To start, the university decided against introducing mechanical or civil engineering in favor of electrical and computer engineering. Jobs in the latter fields can be structured in a way that would not expose women to mixed work environments.
“The moment we explained to parents that electrical and computer engineers are mixing with a computer most of the time in an office environment, parents were happier,” Ms. Ibrahim says. “Some were ready to accept it.”
But in designing the architecture program, Effat’s administrators faced another hurdle. Since there were no female architects working in Saudi Arabia, they were going to have to hire men to teach the classes.
And since it would be nearly impossible to teach something as visual as architecture through closed-circuit television, those male professors would need to be in the same classrooms as their students.
To accommodate that, a special classroom and block of faculty offices were cordoned off from the rest of the campus. On most of the campus, students can remove the floor-length black abaya that women must wear in public. In the cordoned-off zone, women have to cover up.
The logistics were the easy part. The challenge, again, was persuading families to allow their daughters to enroll.
“Not only did we now have to find students whose father had the capacity of mind to allow his daughter to explore new ideas,” says Ms. El-Shafie. “But they had to let their daughters be in the same classroom as a male professor.”
Effat University’s engineering and architecture programs, begun in 2006 and 2005, respectively, have taken shape gradually, growing from three students in engineering and 10 in architecture in the first year to 45 in engineering and 62 in architecture today.
In the vast network of Saudi state-financed universities, Effat’s victory is small. And the impact of the campus overall is not much larger: Just 700 students enrolled at the university last year.
2 Steps Forward
For academics like Ms. Alfassi, progress cannot come fast enough.
She has been urging public universities to ease restrictions on gender segregation. Men should be allowed to teach women face to face, she says, and male and female faculty members should be able to sit in the same room.
“I find it so insulting when they respond by saying, ‘This society is not ready for this or that.’ As if we are minors that need to be taken care of all the time,” Ms. Alfassi says. “They always hang things on our society not being ready for changes.

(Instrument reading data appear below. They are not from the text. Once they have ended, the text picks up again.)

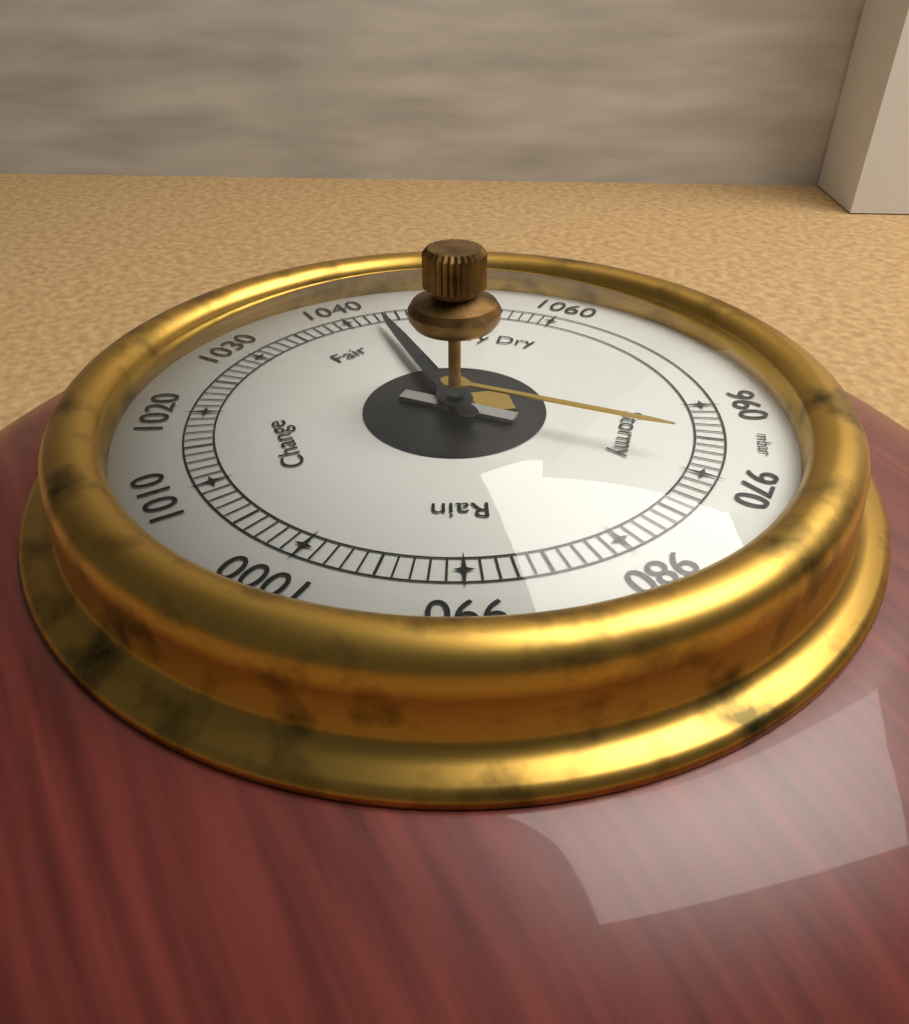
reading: 1043 mbar
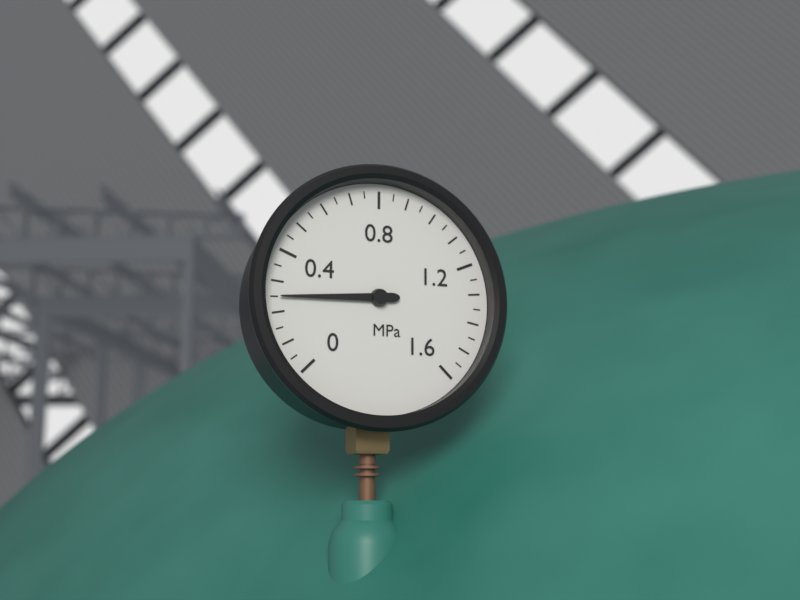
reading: 0.25 MPa
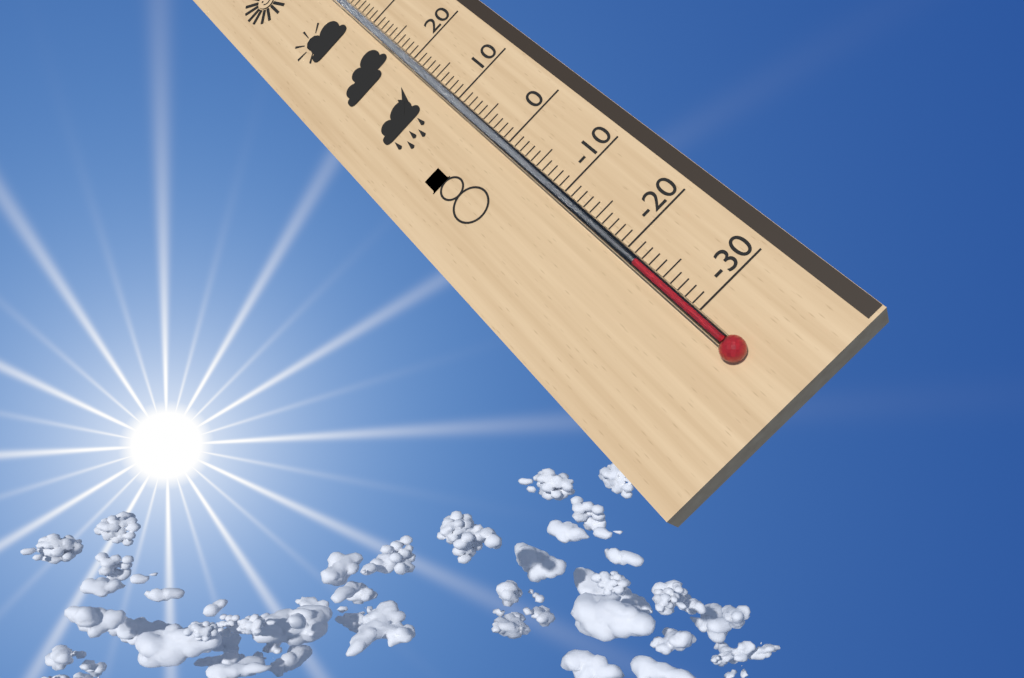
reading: -22 °C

But what are we waiting for?”
Certainly there are signs of progress. Alongside the long, hot highway leading into the sprawling capital city, on a 2,000-acre stretch of desert, thousands of laborers and a forest of cranes are at work on what promises to be the world’s largest university for women.
Princess Nora Bint Abdul Rahman University is the third-largest construction project in Saudi Arabia. It will replace a collection of smaller women’s colleges on a campus twice the size of New York’s Central Park. Eventually it expects to enroll 40,000 students.
Princess Aljoharah, the university’s rector, is particularly proud of the venture.
“This will be Saudi Arabia’s first female-run university, with a female rector, female vice rectors,” she says. “It was the next natural step for women’s education here.”
Government officials hope that the university will become an academic pipeline, turning out more female professors to staff the growing number of women’s colleges in the kingdom.
Still, at a recent meeting of university administrators, it was clear that the vision remained a long way from reality. Attendees spent most of the meeting trying to determine what the institution’s mission would be. Actual programs have yet to be determined, even though the campus is slated to open in 2012.
“When we change here, it is always like this,” Ms. Alfassi sighs. “Very, very slow. Two steps forward and one step back.”